Abstract

Image processing in the retina of the eye has thus far been mainly dealt with analogous to photographic ray optics i. e., imaging lens optics and photodiode arrays. However, it does not offer an answer to the questions that are crucial to human vision: WHAT a visible object invariantly represents conceptually (a house, a tree, etc.), WHERE it is located in relation to other objects in space or which RGB-colors and/or luminosities collaborate locally. For this purpose, ray optics needs to be supplemented by diffractive wave optics, which can be described as Fresnel near-field interference in cellular or spatial gratings. The fact that interference optics plays a decisive role in vision has already been proven by the fact that in binocular vision the image brightness is preserved when closing one eye. However, with the introduction of interference-wave-optics and especially with Fresnel Nearfield interference optics the cortico-retinal image processing now becomes possible in the eye, i.e. in the retina of the peripheral visual organ. Fresnel Nearfield interference optics especially allows multilayer proceeding and a better understanding of hierarchical imaging systems. It clearly becomes apparent in the di- and trichromatic proceeding and by the separation of color proceeding from invariant object form proceeding. Color - as an example - is not produced at the visual objects and also not in the cortex, but in the Fresnel space of the retina.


** Aim of the exercise **
Each line of the data below should be repeated exactly.

** Task material **
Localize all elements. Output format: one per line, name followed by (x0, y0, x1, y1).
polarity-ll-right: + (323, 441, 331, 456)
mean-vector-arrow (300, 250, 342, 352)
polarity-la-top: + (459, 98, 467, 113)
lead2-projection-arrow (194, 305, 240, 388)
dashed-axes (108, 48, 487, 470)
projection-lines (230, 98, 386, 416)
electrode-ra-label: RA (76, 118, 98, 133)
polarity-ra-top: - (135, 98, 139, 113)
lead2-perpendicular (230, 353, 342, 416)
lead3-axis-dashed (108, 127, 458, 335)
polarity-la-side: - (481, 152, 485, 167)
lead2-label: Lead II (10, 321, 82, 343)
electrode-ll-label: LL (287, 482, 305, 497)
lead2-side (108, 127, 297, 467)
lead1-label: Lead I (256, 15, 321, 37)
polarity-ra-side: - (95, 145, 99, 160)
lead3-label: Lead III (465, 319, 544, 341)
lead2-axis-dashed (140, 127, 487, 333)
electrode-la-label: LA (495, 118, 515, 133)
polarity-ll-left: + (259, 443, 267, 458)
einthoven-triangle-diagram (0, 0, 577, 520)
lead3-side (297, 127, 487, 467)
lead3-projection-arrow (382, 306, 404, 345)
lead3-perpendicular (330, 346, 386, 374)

** Response area **
Localize all elements. Output format: one per line, name followed by (x0, y0, x1, y1).
polarity-ll-right: + (323, 441, 331, 456)
mean-vector-arrow (300, 250, 342, 352)
polarity-la-top: + (459, 98, 467, 113)
lead2-projection-arrow (194, 305, 240, 388)
dashed-axes (108, 48, 487, 470)
projection-lines (230, 98, 386, 416)
electrode-ra-label: RA (76, 118, 98, 133)
polarity-ra-top: - (135, 98, 139, 113)
lead2-perpendicular (230, 353, 342, 416)
lead3-axis-dashed (108, 127, 458, 335)
polarity-la-side: - (481, 152, 485, 167)
lead2-label: Lead II (10, 321, 82, 343)
electrode-ll-label: LL (287, 482, 305, 497)
lead2-side (108, 127, 297, 467)
lead1-label: Lead I (256, 15, 321, 37)
polarity-ra-side: - (95, 145, 99, 160)
lead3-label: Lead III (465, 319, 544, 341)
lead2-axis-dashed (140, 127, 487, 333)
electrode-la-label: LA (495, 118, 515, 133)
polarity-ll-left: + (259, 443, 267, 458)
einthoven-triangle-diagram (0, 0, 577, 520)
lead3-side (297, 127, 487, 467)
lead3-projection-arrow (382, 306, 404, 345)
lead3-perpendicular (330, 346, 386, 374)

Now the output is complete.